EN4439 Poetry and Failure

Academic year

2025 to 2026 Semester 2

Key module information

SCOTCAT credits

30

The Scottish Credit Accumulation and Transfer (SCOTCAT) system allows credits gained in Scotland to be transferred between institutions. The number of credits associated with a module gives an indication of the amount of learning effort required by the learner. European Credit Transfer System (ECTS) credits are half the value of SCOTCAT credits.

SCQF level

SCQF level 10

The Scottish Credit and Qualifications Framework (SCQF) provides an indication of the complexity of award qualifications and associated learning and operates on an ascending numeric scale from Levels 1-12 with SCQF Level 10 equating to a Scottish undergraduate Honours degree.

Availability restrictions

Spaces are allocated by Honours advisors in the School of English, following choices entered by students at pre-advising.

Planned timetable

Thursday 1-3pm

This information is given as indicative. Timetable may change at short notice depending on room availability.

Module coordinator

Dr R Campbell

Dr R Campbell
This information is given as indicative. Staff involved in a module may change at short notice depending on availability and circumstances.

Module Staff

Dr Rosa Campbell

This information is given as indicative. Staff involved in a module may change at short notice depending on availability and circumstances.

Module description

When Marianne Moore writes of poetry, ‘I, too, dislike it’; when Plato banishes poets from his utopian Republic; when Amiri Baraka declares that ‘poems are bullshit unless they are / teeth or trees or lemons’; or when W.H. Auden claims that ‘poetry makes nothing happen,’ they are all facing up to the problem of poetry and failure. This module explores this idea across time, covering texts from the Renaissance to the present day, and students will be encouraged to develop their own research interests to think trans-temporally about poetics. Working through poetry about failure, poetry that fails, the poetics of failure, and failures of reading, we will consider incompletion, uselessness, error, silliness, difficulty, limits, silence, embarrassment, refusal, and just plain badness. The module will provide intensive training in close reading, helping students develop a detailed understanding of the mechanics of form and technique, whilst thinking, ultimately, about the "point" of poetry.

Relationship to other modules

Pre-requisites

BEFORE TAKING THIS MODULE YOU MUST PASS EN2003 AND PASS EN2004

Assessment pattern

Coursework = 100%

Re-assessment

Coursework = 100%

Learning and teaching methods and delivery

Weekly contact

1 x 2-hour seminar per week, and 2 optional consultative hours per week, over 11 weeks.

Scheduled learning hours

44

The number of compulsory student:staff contact hours over the period of the module.

Guided independent study hours

256

The number of hours that students are expected to invest in independent study over the period of the module.

Intended learning outcomes

  • Develop a high-level understanding of poetic form and technique, and be able to deploy this in sophisticated analysis of poetry.
  • Demonstrate an ability and willingness to approach texts across periods, both within and abstracted from their historical contexts.
  • Interrogate the theoretical idea of ‘failure’ as it exists in critical theory and contemporary discourse.
  • Demonstrate originality, creativity and independent research in carrying out written and recorded assessments.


### ASSIGNED TASK
The answer is a single number: the count of lines below in which the word "point" appears.

### EXERCISE DATA
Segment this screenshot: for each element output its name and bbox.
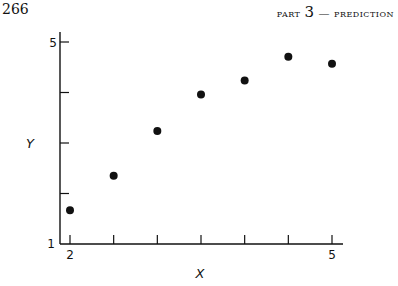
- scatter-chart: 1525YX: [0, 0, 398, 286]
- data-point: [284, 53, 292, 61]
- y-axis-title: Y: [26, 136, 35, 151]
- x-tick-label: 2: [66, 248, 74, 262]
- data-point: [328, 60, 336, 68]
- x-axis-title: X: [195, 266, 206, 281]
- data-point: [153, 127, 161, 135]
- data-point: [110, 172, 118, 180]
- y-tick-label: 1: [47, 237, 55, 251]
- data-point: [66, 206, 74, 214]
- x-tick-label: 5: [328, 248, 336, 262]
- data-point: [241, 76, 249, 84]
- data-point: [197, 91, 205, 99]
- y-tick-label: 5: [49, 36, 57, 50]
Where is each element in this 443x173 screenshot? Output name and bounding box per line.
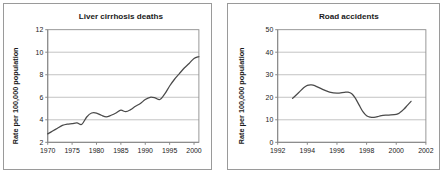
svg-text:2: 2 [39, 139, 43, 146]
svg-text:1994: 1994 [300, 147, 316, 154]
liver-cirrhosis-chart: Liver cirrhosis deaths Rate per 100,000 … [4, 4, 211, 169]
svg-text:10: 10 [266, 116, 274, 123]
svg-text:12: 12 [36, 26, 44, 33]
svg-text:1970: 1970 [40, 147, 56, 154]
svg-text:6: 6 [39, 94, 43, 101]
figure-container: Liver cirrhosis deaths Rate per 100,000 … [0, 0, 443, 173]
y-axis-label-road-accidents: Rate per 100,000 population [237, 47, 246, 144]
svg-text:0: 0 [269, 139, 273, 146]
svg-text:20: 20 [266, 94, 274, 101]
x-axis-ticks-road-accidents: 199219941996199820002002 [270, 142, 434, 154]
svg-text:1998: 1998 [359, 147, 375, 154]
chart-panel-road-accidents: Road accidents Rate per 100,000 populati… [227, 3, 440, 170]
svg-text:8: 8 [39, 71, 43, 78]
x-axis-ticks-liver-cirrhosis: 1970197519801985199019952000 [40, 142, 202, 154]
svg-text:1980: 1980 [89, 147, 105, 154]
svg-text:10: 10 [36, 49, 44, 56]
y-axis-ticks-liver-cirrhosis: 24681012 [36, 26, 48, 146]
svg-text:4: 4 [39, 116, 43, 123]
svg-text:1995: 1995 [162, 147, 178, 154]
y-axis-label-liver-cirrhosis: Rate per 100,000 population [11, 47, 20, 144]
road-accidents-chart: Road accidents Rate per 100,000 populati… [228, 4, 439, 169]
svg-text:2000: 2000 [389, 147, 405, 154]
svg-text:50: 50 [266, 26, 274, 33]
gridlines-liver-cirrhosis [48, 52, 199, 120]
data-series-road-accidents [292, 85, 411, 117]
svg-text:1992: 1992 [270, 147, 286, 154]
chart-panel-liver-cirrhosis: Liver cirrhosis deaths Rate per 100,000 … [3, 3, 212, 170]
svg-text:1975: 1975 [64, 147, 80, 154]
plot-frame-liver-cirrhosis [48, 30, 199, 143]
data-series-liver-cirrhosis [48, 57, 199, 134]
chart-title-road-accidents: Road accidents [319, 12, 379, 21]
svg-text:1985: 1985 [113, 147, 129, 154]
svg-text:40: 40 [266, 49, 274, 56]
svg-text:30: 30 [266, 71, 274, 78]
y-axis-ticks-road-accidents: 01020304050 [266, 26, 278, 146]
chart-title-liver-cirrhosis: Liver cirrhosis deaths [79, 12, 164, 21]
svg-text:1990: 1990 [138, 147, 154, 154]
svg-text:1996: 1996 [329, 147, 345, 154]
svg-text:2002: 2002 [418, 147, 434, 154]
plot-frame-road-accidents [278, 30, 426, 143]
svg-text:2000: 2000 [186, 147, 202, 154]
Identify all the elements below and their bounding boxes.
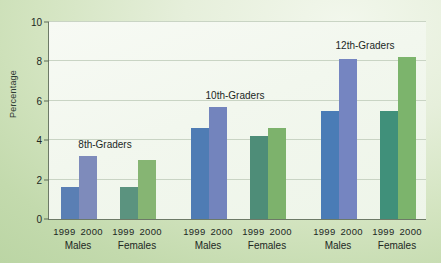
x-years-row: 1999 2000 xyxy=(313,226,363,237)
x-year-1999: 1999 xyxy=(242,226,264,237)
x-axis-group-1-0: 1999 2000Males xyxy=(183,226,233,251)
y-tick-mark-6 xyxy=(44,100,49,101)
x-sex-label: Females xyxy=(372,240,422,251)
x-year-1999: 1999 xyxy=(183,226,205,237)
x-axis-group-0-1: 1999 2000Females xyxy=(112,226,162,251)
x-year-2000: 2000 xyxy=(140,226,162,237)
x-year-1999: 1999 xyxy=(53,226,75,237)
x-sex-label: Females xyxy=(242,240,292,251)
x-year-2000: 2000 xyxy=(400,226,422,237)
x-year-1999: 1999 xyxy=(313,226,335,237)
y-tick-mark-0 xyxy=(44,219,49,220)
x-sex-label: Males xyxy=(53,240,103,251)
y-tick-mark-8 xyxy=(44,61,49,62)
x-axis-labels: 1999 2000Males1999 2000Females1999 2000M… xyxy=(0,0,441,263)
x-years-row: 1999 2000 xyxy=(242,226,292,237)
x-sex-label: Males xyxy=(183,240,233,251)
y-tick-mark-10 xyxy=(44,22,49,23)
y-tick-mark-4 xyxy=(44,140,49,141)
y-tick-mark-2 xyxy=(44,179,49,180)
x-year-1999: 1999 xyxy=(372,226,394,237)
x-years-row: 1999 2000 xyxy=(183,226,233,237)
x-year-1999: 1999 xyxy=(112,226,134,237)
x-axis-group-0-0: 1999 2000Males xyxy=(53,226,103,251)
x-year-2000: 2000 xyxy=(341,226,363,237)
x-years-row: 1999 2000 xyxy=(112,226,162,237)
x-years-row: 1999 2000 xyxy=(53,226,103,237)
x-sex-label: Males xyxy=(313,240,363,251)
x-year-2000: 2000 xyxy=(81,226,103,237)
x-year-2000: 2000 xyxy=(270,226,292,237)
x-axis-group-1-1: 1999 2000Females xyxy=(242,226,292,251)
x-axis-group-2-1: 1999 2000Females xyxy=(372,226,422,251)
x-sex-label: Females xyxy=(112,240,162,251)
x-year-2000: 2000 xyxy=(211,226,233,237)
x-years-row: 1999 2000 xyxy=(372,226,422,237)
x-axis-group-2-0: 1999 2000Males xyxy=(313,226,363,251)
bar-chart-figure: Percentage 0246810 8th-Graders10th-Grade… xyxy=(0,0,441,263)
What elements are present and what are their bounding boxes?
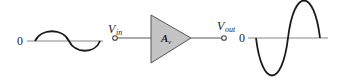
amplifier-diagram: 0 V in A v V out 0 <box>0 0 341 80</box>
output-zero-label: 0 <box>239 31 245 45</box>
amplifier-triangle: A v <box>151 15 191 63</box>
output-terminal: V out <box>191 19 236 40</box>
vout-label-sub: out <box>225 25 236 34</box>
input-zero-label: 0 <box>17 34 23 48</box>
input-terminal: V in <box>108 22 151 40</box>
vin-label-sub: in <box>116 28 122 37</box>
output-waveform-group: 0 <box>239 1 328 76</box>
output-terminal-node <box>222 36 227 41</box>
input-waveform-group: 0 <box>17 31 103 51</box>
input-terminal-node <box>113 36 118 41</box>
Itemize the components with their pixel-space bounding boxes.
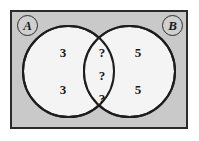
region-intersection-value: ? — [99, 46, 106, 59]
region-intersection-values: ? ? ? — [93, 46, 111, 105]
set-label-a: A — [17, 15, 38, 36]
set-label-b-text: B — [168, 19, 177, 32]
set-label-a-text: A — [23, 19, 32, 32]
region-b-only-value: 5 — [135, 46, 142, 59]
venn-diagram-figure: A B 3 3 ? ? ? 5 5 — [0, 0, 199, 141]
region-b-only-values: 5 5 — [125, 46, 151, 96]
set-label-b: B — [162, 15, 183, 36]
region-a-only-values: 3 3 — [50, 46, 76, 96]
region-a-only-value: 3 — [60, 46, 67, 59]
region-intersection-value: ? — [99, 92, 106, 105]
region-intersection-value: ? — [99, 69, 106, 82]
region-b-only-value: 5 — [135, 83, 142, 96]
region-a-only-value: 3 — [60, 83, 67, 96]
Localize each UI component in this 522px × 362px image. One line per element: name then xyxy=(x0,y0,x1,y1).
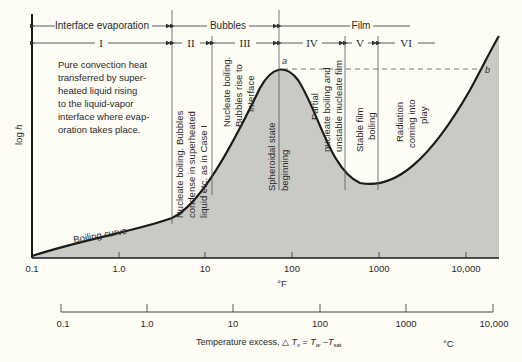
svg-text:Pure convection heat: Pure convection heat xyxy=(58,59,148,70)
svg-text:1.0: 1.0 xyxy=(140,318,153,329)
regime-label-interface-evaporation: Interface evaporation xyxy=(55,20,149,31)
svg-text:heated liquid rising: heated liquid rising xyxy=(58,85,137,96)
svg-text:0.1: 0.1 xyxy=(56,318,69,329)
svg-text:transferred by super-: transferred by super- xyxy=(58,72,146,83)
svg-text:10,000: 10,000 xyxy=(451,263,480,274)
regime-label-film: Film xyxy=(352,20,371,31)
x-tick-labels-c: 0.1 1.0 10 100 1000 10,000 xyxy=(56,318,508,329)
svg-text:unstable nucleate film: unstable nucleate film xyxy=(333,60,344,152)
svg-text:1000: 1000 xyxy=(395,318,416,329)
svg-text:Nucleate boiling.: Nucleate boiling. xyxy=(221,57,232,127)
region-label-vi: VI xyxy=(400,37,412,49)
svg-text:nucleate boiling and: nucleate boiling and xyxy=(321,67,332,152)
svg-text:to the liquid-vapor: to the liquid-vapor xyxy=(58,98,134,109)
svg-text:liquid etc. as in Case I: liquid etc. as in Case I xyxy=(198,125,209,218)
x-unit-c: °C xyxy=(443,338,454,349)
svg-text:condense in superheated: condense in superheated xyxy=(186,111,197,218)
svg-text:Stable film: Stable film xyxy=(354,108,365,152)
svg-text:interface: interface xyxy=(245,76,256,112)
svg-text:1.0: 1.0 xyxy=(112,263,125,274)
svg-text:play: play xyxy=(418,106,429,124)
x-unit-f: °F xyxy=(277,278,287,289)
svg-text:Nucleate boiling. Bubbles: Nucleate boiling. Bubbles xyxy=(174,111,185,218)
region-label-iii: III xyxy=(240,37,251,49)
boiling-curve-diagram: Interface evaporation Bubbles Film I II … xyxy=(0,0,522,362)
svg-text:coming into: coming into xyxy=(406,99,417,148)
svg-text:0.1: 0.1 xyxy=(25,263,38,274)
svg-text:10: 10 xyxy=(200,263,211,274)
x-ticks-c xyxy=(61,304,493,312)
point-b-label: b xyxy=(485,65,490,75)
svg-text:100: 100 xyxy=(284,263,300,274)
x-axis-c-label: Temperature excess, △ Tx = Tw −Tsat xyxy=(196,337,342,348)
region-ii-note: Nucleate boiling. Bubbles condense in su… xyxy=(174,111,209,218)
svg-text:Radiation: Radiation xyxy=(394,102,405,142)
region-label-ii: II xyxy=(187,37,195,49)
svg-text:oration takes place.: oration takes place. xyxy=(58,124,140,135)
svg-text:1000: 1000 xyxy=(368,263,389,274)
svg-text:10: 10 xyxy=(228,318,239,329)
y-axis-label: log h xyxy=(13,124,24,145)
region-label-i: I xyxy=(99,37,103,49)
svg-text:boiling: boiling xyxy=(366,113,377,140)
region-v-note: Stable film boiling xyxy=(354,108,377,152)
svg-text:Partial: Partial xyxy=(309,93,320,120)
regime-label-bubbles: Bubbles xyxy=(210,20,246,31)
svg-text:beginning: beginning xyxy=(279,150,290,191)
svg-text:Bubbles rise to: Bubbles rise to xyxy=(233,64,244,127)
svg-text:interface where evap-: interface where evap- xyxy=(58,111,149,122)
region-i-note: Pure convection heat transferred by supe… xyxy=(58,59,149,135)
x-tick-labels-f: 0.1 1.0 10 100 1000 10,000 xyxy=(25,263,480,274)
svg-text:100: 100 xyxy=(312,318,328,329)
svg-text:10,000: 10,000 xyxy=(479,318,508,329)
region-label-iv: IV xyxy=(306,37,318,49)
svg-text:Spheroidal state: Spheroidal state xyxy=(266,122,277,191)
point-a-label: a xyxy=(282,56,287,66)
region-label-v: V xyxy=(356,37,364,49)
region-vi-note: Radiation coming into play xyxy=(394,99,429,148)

### SOLVED EXERCISE
9